If I told you that a half-day training program creates life-changing benefits for women and their families, I’d understand if you were skeptical. Yet, implausible as that sounds, researchers at the University of California San Francisco Bixby Center have shown precisely how it can happen. And it’s a story that deserves to be shared.

Let’s start with the world as we know it. When a woman in the U.S. asks her doctor about contraception, she’ll usually get a prescription for birth control pills or a recommendation that her partner use condoms. This has been the practice for many decades, despite the development of far more effective and convenient forms of birth control—the IUD and the contraceptive implant.

Although long-acting reversible methods of contraception, or LARCs, have been proven to be highly effective and safe for women of all ages, whether they have had children or not, most women don’t hear about them from their doctors because of outmoded beliefs that these methods are appropriate for older married moms. Providers shy away from routinely offering LARCs because they may lack confidence in their ability to insert the devices correctly and clinic routines may not accommodate slightly longer visits. Even unfamiliarity with the right billing codes can prevent a woman from getting the most effective form of birth control—a particularly crucial issue now that the Affordable Care Act covers all methods.

These barriers to good care have bad consequences: Only 9 percent of women in the U.S. use LARCs, while they are much more popular in other industrialized countries. And because women who depend on pills and condoms are much more likely to get pregnant by accident than women who use long-acting methods, low use of the most effective birth control is partially responsible for the fact that half—yes, you read that right: half—of all pregnancies in this country are unintended.

Now: let’s create a better world. A few years ago, a team of researchers at the University of California San Francisco, led by Cynthia Harper, decided to do something about this problem. The UCSF team developed a half-day training program to update physician knowledge and to train all clinic staff about the relative benefits and risks of different contraceptives, with a focus on LARCs. The aim was to raise the knowledge level about the most effective birth control methods—and the hope was that this would lead not only to more women using these methods, but eventually to fewer women being surprised by a pregnancy they had been trying to avoid. The training was distinguished by its use of up-to-date medical evidence, and by a comprehensive clinic-wide approach: everyone from schedulers to billing clerks to the doctors themselves learned about how to integrate underused contraceptives into their practice.

The results, appearing in the Lancet this week, are impressive. They show for the first time how a clinic-based intervention can decrease unintended pregnancy. The researchers found, first, that in clinics where the training had been conducted, 71 percent of women were informed about LARCS, compared to 39 percent in the business-as-usual clinics. Second, in clinics where personnel had been trained, 28 percent of women coming in for a family planning visit chose an IUD or an implant, compared to 17 percent of comparable women in other clinics. Third, and most remarkably, the training halved the number of unintended pregnancies.

Bottom line: a short and relatively inexpensive training of health care providers dramatically reduces the emotional, physical, and societal costs of unintended pregnancy.

That, my friends, is true value for money.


§ **TASK REQUIREMENTS**
Search the entries for the word "vertical". Copy every line where it turns up.

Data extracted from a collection
● ● ● ● ● ● ●

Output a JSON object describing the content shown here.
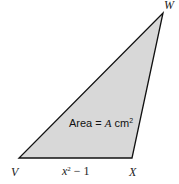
{
  "diagram": {
    "shape": "triangle",
    "fill_color": "#d8d8d8",
    "stroke_color": "#111111",
    "vertices": [
      {
        "label": "V",
        "x": 19,
        "y": 158
      },
      {
        "label": "X",
        "x": 132,
        "y": 158
      },
      {
        "label": "W",
        "x": 163,
        "y": 13
      }
    ],
    "area_label": {
      "prefix": "Area = ",
      "var": "A",
      "unit": " cm",
      "exp": "2"
    },
    "base_label": {
      "var": "x",
      "exp": "2",
      "rest": " − 1"
    }
  }
}
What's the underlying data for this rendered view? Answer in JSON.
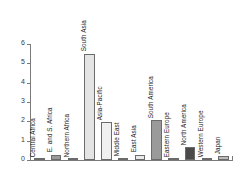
{
  "chart_data": {
    "type": "bar",
    "title": "",
    "subtitle": "",
    "xlabel": "",
    "ylabel": "",
    "ylim": [
      0,
      6
    ],
    "ytick_labels": [
      "0",
      "1",
      "2",
      "3",
      "4",
      "5",
      "6"
    ],
    "ytick_values": [
      0,
      1,
      2,
      3,
      4,
      5,
      6
    ],
    "grid": false,
    "legend": false,
    "legend_position": "none",
    "categories": [
      "Central Africa",
      "E. and S. Africa",
      "Northern Africa",
      "South Asia",
      "Asia-Pacific",
      "Middle East",
      "East Asia",
      "South America",
      "Eastern Europe",
      "North America",
      "Western Europe",
      "Japan"
    ],
    "values": [
      0.02,
      0.27,
      0.06,
      5.5,
      1.97,
      0.08,
      0.27,
      2.08,
      0.02,
      0.65,
      0.05,
      0.2
    ],
    "bar_colors": [
      "#b0b0b0",
      "#9a9a9a",
      "#c8c8c8",
      "#e4e4e4",
      "#f0f0f0",
      "#c0c0c0",
      "#ebebeb",
      "#9a9a9a",
      "#bdbdbd",
      "#4a4a4a",
      "#b8b8b8",
      "#bdbdbd"
    ],
    "bar_edge_color": "#6b6b6b",
    "axis_color": "#7a7a7a",
    "label_color": "#1c1c1c",
    "background": "#ffffff"
  }
}
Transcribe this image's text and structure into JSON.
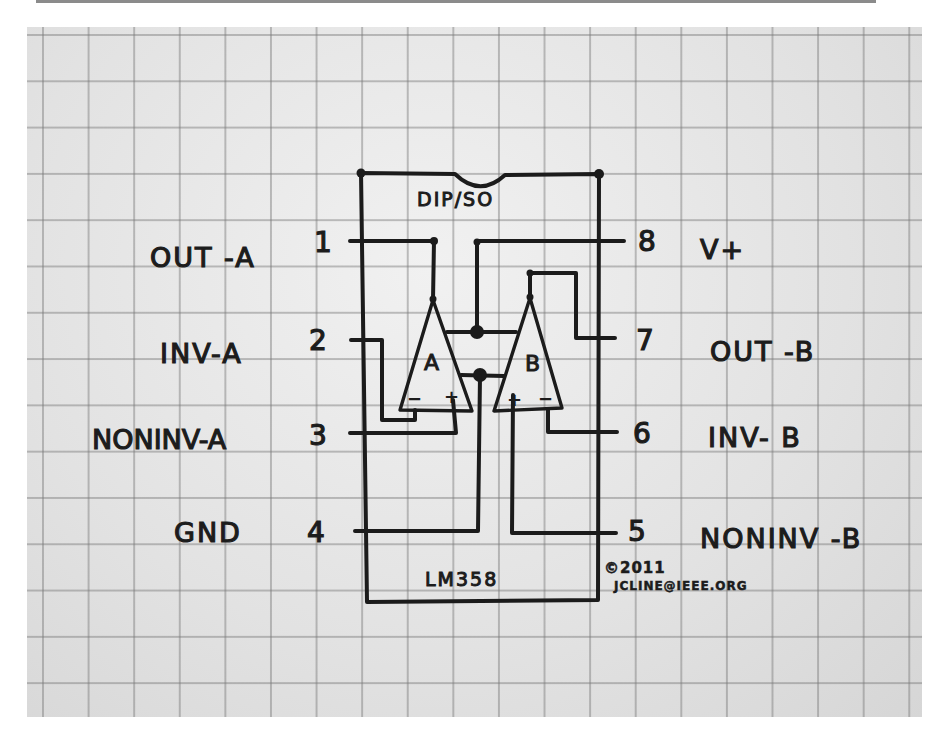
{
  "diagram": {
    "package_label": "DIP/SO",
    "part_number": "LM358",
    "copyright": "©2011",
    "author_email": "JCLINE@IEEE.ORG",
    "ink_color": "#1b1b1b",
    "paper_color": "#e4e4e4",
    "grid_color": "#8a8a8a",
    "pins_left": [
      {
        "number": "1",
        "name": "OUT -A"
      },
      {
        "number": "2",
        "name": "INV-A"
      },
      {
        "number": "3",
        "name": "NONINV-A"
      },
      {
        "number": "4",
        "name": "GND"
      }
    ],
    "pins_right": [
      {
        "number": "8",
        "name": "V+"
      },
      {
        "number": "7",
        "name": "OUT -B"
      },
      {
        "number": "6",
        "name": "INV- B"
      },
      {
        "number": "5",
        "name": "NONINV -B"
      }
    ],
    "opamps": [
      {
        "label": "A",
        "inv_sign": "−",
        "noninv_sign": "+"
      },
      {
        "label": "B",
        "inv_sign": "−",
        "noninv_sign": "+"
      }
    ]
  }
}
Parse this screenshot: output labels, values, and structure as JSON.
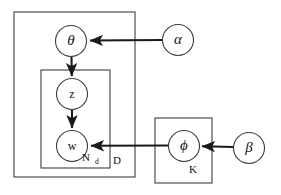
{
  "diagram": {
    "type": "probabilistic-graphical-model",
    "canvas": {
      "width": 281,
      "height": 195,
      "background": "#ffffff"
    },
    "colors": {
      "plate_stroke": "#3c3c3c",
      "node_stroke": "#3c3c3c",
      "node_fill": "#ffffff",
      "edge_stroke": "#1a1a1a",
      "text": "#111111"
    },
    "nodes": [
      {
        "id": "theta",
        "label": "θ",
        "style": "greek",
        "cx": 71,
        "cy": 41,
        "r": 15.5,
        "observed": false
      },
      {
        "id": "z",
        "label": "z",
        "style": "latin",
        "cx": 72,
        "cy": 94,
        "r": 15.5,
        "observed": false
      },
      {
        "id": "w",
        "label": "w",
        "style": "latin",
        "cx": 72,
        "cy": 146,
        "r": 15.5,
        "observed": false
      },
      {
        "id": "alpha",
        "label": "α",
        "style": "greek",
        "cx": 178,
        "cy": 40,
        "r": 15.5,
        "observed": false
      },
      {
        "id": "phi",
        "label": "ϕ",
        "style": "greek",
        "cx": 184,
        "cy": 146,
        "r": 15.5,
        "observed": false
      },
      {
        "id": "beta",
        "label": "β",
        "style": "greek",
        "cx": 249,
        "cy": 148,
        "r": 15.5,
        "observed": false
      }
    ],
    "edges": [
      {
        "id": "alpha-to-theta",
        "from": "alpha",
        "to": "theta",
        "path": "M 162.5 40 L 89 40.5"
      },
      {
        "id": "theta-to-z",
        "from": "theta",
        "to": "z",
        "path": "M 71.5 56.5 L 71.8 77"
      },
      {
        "id": "z-to-w",
        "from": "z",
        "to": "w",
        "path": "M 72 109.5 L 72 129"
      },
      {
        "id": "phi-to-w",
        "from": "phi",
        "to": "w",
        "path": "M 168.5 145.5 L 90 145.8"
      },
      {
        "id": "beta-to-phi",
        "from": "beta",
        "to": "phi",
        "path": "M 233.5 147 L 201 146.2"
      }
    ],
    "plates": [
      {
        "id": "plate-D",
        "label": "D",
        "label_sub": "",
        "x": 14,
        "y": 12,
        "width": 121,
        "height": 165,
        "label_x": 117,
        "label_y": 161
      },
      {
        "id": "plate-Nd",
        "label": "N",
        "label_sub": "d",
        "x": 41,
        "y": 70,
        "width": 69,
        "height": 98,
        "label_x": 92,
        "label_y": 158
      },
      {
        "id": "plate-K",
        "label": "K",
        "label_sub": "",
        "x": 155,
        "y": 118,
        "width": 57,
        "height": 65,
        "label_x": 193,
        "label_y": 170
      }
    ]
  }
}
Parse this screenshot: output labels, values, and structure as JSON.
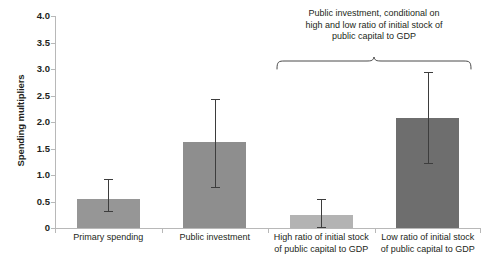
{
  "chart_data": {
    "type": "bar",
    "title": "",
    "subtitle": "",
    "xlabel": "",
    "ylabel": "Spending multipliers",
    "ylim": [
      0,
      4.0
    ],
    "yticks": [
      0,
      0.5,
      1.0,
      1.5,
      2.0,
      2.5,
      3.0,
      3.5,
      4.0
    ],
    "ytick_labels": [
      "0",
      "0.5",
      "1.0",
      "1.5",
      "2.0",
      "2.5",
      "3.0",
      "3.5",
      "4.0"
    ],
    "grid": false,
    "legend": "none",
    "categories": [
      "Primary spending",
      "Public investment",
      "High ratio of initial stock of public capital to GDP",
      "Low ratio of initial stock of public capital to GDP"
    ],
    "values": [
      0.55,
      1.62,
      0.25,
      2.08
    ],
    "error_low": [
      0.32,
      0.78,
      0.01,
      1.22
    ],
    "error_high": [
      0.93,
      2.43,
      0.55,
      2.95
    ],
    "bar_colors": [
      "#969696",
      "#8e8e8e",
      "#b3b3b3",
      "#6e6e6e"
    ],
    "error_color": "#3d3d3d",
    "axis_color": "#b8b8b8",
    "annotations": [
      {
        "text": "Public investment, conditional on high and low ratio of initial stock of public capital to GDP",
        "lines": [
          "Public investment, conditional on",
          "high and low ratio of initial stock of",
          "public capital to GDP"
        ],
        "covers": [
          2,
          3
        ],
        "shape": "curly-brace"
      }
    ]
  },
  "axis": {
    "y_title": "Spending multipliers"
  },
  "xlabels": [
    {
      "lines": [
        "Primary spending"
      ]
    },
    {
      "lines": [
        "Public investment"
      ]
    },
    {
      "lines": [
        "High ratio of initial stock",
        "of public capital to GDP"
      ]
    },
    {
      "lines": [
        "Low ratio of initial stock",
        "of public capital to GDP"
      ]
    }
  ]
}
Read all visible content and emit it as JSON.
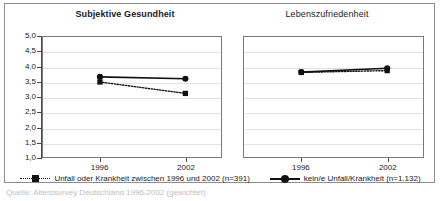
{
  "chart_data": {
    "type": "line",
    "panels": [
      {
        "title": "Subjektive Gesundheit",
        "xlabel": "",
        "ylabel": "",
        "categories": [
          "1996",
          "2002"
        ],
        "ylim": [
          1.0,
          5.0
        ],
        "ytick_labels": [
          "5,0",
          "4,5",
          "4,0",
          "3,5",
          "3,0",
          "2,5",
          "2,0",
          "1,5",
          "1,0"
        ],
        "ytick_values": [
          5.0,
          4.5,
          4.0,
          3.5,
          3.0,
          2.5,
          2.0,
          1.5,
          1.0
        ],
        "grid": true,
        "series": [
          {
            "name": "Unfall oder Krankheit zwischen 1996 und 2002 (n=391)",
            "values": [
              3.5,
              3.12
            ],
            "style": "dotted",
            "marker": "square"
          },
          {
            "name": "kein/e Unfall/Krankheit (n=1.132)",
            "values": [
              3.67,
              3.61
            ],
            "style": "solid",
            "marker": "circle"
          }
        ]
      },
      {
        "title": "Lebenszufriedenheit",
        "xlabel": "",
        "ylabel": "",
        "categories": [
          "1996",
          "2002"
        ],
        "ylim": [
          1.0,
          5.0
        ],
        "ytick_labels": [],
        "ytick_values": [
          5.0,
          4.5,
          4.0,
          3.5,
          3.0,
          2.5,
          2.0,
          1.5,
          1.0
        ],
        "grid": true,
        "series": [
          {
            "name": "Unfall oder Krankheit zwischen 1996 und 2002 (n=391)",
            "values": [
              3.82,
              3.88
            ],
            "style": "dotted",
            "marker": "square"
          },
          {
            "name": "kein/e Unfall/Krankheit (n=1.132)",
            "values": [
              3.83,
              3.96
            ],
            "style": "solid",
            "marker": "circle"
          }
        ]
      }
    ],
    "legend": {
      "position": "bottom",
      "entries": [
        {
          "label": "Unfall oder Krankheit zwischen 1996 und 2002 (n=391)",
          "style": "dotted",
          "marker": "square",
          "color": "#111111"
        },
        {
          "label": "kein/e Unfall/Krankheit (n=1.132)",
          "style": "solid",
          "marker": "circle",
          "color": "#111111"
        }
      ]
    },
    "source_note": "Quelle: Alterssurvey Deutschland 1996-2002 (gewichtet)",
    "colors": {
      "series": "#111111",
      "grid": "#e2e2e2",
      "axis": "#4a4a4a",
      "frame": "#8d8d8d"
    }
  }
}
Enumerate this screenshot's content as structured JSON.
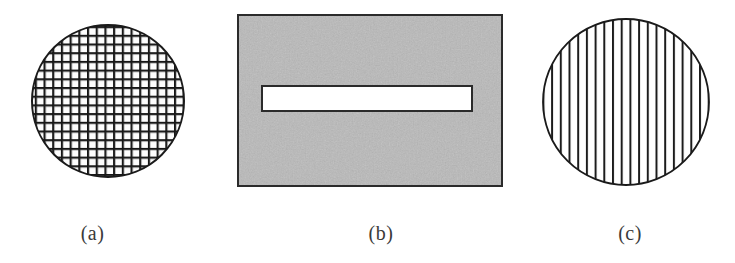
{
  "figure": {
    "panels": [
      {
        "id": "a",
        "caption": "(a)",
        "shape": "circle",
        "fill_pattern": "cross-hatch-mesh",
        "description": "Circular disc filled with a fine square woven mesh grid",
        "circle": {
          "cx": 108,
          "cy": 101,
          "r": 76
        },
        "pattern": {
          "spacing_px": 8.7,
          "line_width_px": 2.2,
          "orientation": "both"
        },
        "outline_color": "#1a1a1a",
        "line_color": "#262626",
        "background_color": "#ffffff"
      },
      {
        "id": "b",
        "caption": "(b)",
        "shape": "rectangle",
        "fill_pattern": "speckled-gray-noise",
        "description": "Gray textured rectangular plate with a long horizontal white slot",
        "rect": {
          "x": 10,
          "y": 15,
          "width": 264,
          "height": 171
        },
        "slot": {
          "x": 34,
          "y": 86,
          "width": 210,
          "height": 25
        },
        "fill_color": "#b9b9b9",
        "slot_fill_color": "#ffffff",
        "outline_color": "#2b2b2b"
      },
      {
        "id": "c",
        "caption": "(c)",
        "shape": "circle",
        "fill_pattern": "vertical-stripes",
        "description": "Circular disc filled with evenly spaced vertical line stripes",
        "circle": {
          "cx": 101,
          "cy": 102,
          "r": 83
        },
        "pattern": {
          "spacing_px": 8.7,
          "line_width_px": 2.0,
          "orientation": "vertical",
          "count": 19
        },
        "outline_color": "#1a1a1a",
        "line_color": "#1f1f1f",
        "background_color": "#ffffff"
      }
    ]
  }
}
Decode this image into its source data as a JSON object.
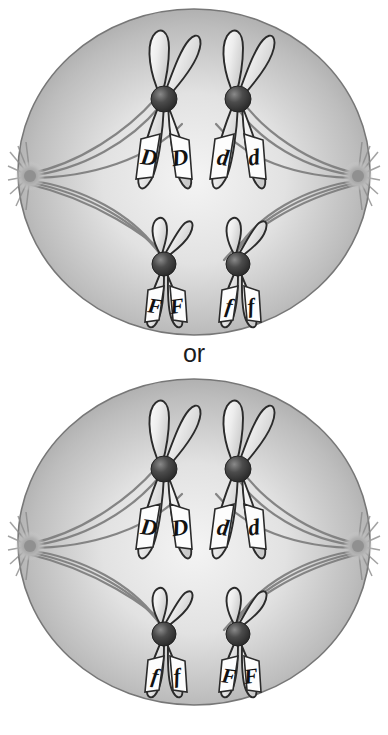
{
  "figure": {
    "connector_label": "or",
    "background_color": "#ffffff",
    "cell_fill_center": "#e9e9e9",
    "cell_fill_edge": "#9c9c9c",
    "cell_outline": "#6f6f6f",
    "chromosome_fill": "#f2f2f2",
    "chromosome_outline": "#2b2b2b",
    "centromere_color": "#3a3a3a",
    "spindle_color": "#7b7b7b",
    "label_text_color": "#111111",
    "label_band_fill": "#fdfdfd"
  },
  "cells": [
    {
      "id": "cell-top",
      "name": "Arrangement 1",
      "chromosomes": [
        {
          "id": "top-left-long",
          "arm_type": "long",
          "side": "left",
          "row": "upper",
          "alleles": [
            "D",
            "D"
          ]
        },
        {
          "id": "top-right-long",
          "arm_type": "long",
          "side": "right",
          "row": "upper",
          "alleles": [
            "d",
            "d"
          ]
        },
        {
          "id": "top-left-short",
          "arm_type": "short",
          "side": "left",
          "row": "lower",
          "alleles": [
            "F",
            "F"
          ]
        },
        {
          "id": "top-right-short",
          "arm_type": "short",
          "side": "right",
          "row": "lower",
          "alleles": [
            "f",
            "f"
          ]
        }
      ],
      "poles": [
        "left-pole",
        "right-pole"
      ]
    },
    {
      "id": "cell-bottom",
      "name": "Arrangement 2",
      "chromosomes": [
        {
          "id": "bot-left-long",
          "arm_type": "long",
          "side": "left",
          "row": "upper",
          "alleles": [
            "D",
            "D"
          ]
        },
        {
          "id": "bot-right-long",
          "arm_type": "long",
          "side": "right",
          "row": "upper",
          "alleles": [
            "d",
            "d"
          ]
        },
        {
          "id": "bot-left-short",
          "arm_type": "short",
          "side": "left",
          "row": "lower",
          "alleles": [
            "f",
            "f"
          ]
        },
        {
          "id": "bot-right-short",
          "arm_type": "short",
          "side": "right",
          "row": "lower",
          "alleles": [
            "F",
            "F"
          ]
        }
      ],
      "poles": [
        "left-pole",
        "right-pole"
      ]
    }
  ],
  "allele_text": {
    "top": {
      "long_left_a": "D",
      "long_left_b": "D",
      "long_right_a": "d",
      "long_right_b": "d",
      "short_left_a": "F",
      "short_left_b": "F",
      "short_right_a": "f",
      "short_right_b": "f"
    },
    "bottom": {
      "long_left_a": "D",
      "long_left_b": "D",
      "long_right_a": "d",
      "long_right_b": "d",
      "short_left_a": "f",
      "short_left_b": "f",
      "short_right_a": "F",
      "short_right_b": "F"
    }
  }
}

● ● ● ● ● ● ●

§ **RESULT OF THE EXERCISE**
        "fill_pattern": "vertical-stripes",
        "description": "Circular disc filled with evenly spaced vertical line stripes",
          "orientation": "vertical",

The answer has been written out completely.